As the opening titles tell us: Los Angeles is the bank robbery capital of the world. On average one bank is robbed every forty eight minutes as this large and diverse city bears the brunt of American arms manufacturing mixed with late-stage capitalism. This is the world that first time director Christian Gudegast, himself a native of the City of Angels has plunged into, with the cops, the robbers and the thin line that separates them.
After a very well executed opening sequence when a band of robbers with a military level efficiency highjack and steal an armoured truck we’re introduced to our two competing teams. In the red corner is the bank robbing team led by Pablo Schreiber, a cohort of highly trained ex-soldier types that includes such luminaries as O’Shea Jackson Jr. (son of Ice Cube) and 50 Cent. In the blue corner are the cops led by the rugged and unruly detective Nick played by the rugged and unruly Gerard Butler, or to be specific: they’re an elite team from the County Sheriff Deputies out to catch Schreiber’s team through any means necessary.
If that description sounds a lot like Heat, that’s for a very good reason: Den of Thieves is pretty much a giant love letter to Michael Mann’s 1995 masterpiece, to the point of almost directly ripping it off. Gudegast’s films isn’t without it’s own merit but it’s impossible not to see this as a filmmaking trying his hand at a genre that has already been mastered. The goal seems to just wear all these inspirations on the film’s sleeve and just play the whole thing so straight faced that it gets away with it, which for the most part, it does.
Butler, in one of his strongest performances in a while, does what he does best: plays a hard drinking, trigger happy, chain smoking tough cop. He’s a lose cannon with a distaste for authority who doesn’t play by the rules but gets results! Basically: a man with cliches instead of legs. Forever with a cigarette between his lips and constantly wearing his leather jacket, Butler manages to somehow make this character work even though he comes across like something an incredible earnest writer came up with to parody this archetype.
In addition to directing Gudegast also wrote the script, which explains a lot. Somewhere in this labyrinth story is a knockout 100 minute action film but as it stands this is a two and a half hour plod that should have cut out several subplots, like the needless inclusion of Butler’s divorce which only highlights just how poorly served the actresses are. The inconsistent acting is noticeable as well. Butler and Schreiber make for a great ‘two sides of the same coin’ pairing but this is offset by the really awkward presence of 50 Cent, who I’m sure is a nice person, but really needs to stick to rapping.
Den of Thieves sets out to be a hard hitting heist film and largely succeeds. There are a lot of very good action beats, including the most nail biting traffic jam since Sicario, and the whole film builds to an absolutely killer denouement but this isn’t enough to plaster over the overly indulgent screenplay and the needless padded runtime. Worth seeing if you’re in the mood for some very macho action and an unapologetic ode to the great films of the blockbuster heist era.
Den of Thieves is in Australian cinemas from 1 February through Roadshow Films.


§ What you need to do
Go through the entries, filter for the word "pixels", and copy every line that has it.

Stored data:
==*==
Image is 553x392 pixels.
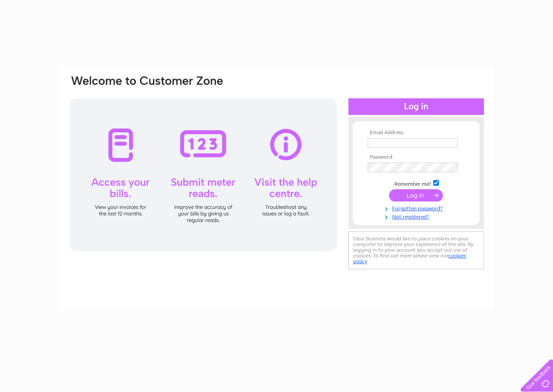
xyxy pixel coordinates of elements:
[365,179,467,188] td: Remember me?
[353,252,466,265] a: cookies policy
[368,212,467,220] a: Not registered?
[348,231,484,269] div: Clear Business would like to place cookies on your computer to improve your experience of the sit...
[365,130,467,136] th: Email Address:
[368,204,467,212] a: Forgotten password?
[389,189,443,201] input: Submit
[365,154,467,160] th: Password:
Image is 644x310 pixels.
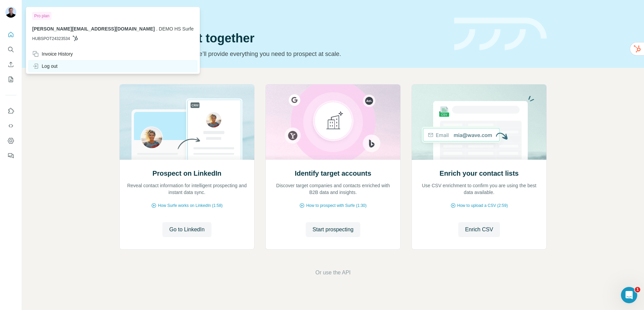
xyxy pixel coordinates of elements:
==*==
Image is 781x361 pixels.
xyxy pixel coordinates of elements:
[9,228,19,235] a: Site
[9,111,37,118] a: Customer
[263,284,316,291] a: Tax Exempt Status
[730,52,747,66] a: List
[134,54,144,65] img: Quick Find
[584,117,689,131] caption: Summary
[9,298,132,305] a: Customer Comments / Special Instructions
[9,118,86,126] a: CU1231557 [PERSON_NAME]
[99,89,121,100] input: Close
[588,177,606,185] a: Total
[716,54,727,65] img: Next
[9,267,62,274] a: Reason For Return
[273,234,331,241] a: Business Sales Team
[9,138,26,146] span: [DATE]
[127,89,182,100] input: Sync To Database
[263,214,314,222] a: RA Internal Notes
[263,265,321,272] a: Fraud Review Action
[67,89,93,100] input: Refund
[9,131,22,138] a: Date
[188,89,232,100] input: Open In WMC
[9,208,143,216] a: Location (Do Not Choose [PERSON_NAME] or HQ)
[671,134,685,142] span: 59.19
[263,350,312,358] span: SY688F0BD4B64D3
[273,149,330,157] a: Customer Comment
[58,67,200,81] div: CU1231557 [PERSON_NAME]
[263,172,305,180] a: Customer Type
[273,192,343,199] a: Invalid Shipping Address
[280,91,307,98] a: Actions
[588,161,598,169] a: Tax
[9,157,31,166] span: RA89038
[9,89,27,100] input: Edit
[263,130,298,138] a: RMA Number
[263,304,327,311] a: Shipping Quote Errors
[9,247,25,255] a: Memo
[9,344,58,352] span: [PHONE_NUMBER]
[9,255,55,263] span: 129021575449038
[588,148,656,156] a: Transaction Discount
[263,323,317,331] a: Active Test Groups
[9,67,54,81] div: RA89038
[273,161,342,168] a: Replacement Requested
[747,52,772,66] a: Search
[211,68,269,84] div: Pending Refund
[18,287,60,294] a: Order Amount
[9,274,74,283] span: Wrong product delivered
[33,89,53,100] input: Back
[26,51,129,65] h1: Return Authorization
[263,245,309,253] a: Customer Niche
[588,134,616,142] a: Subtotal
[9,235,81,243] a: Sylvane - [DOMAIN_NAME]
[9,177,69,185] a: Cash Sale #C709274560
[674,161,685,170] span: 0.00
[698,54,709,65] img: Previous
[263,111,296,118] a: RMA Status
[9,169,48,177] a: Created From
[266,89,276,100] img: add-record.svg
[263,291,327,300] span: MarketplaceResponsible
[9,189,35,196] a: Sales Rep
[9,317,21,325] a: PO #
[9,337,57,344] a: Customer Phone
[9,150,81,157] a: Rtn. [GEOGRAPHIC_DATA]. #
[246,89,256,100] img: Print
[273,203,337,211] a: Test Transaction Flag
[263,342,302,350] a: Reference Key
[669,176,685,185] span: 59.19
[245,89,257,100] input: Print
==*==
§ Solution
Image is 553x392 pixels.
Image is 644x310 pixels.
Image is 781x361 pixels.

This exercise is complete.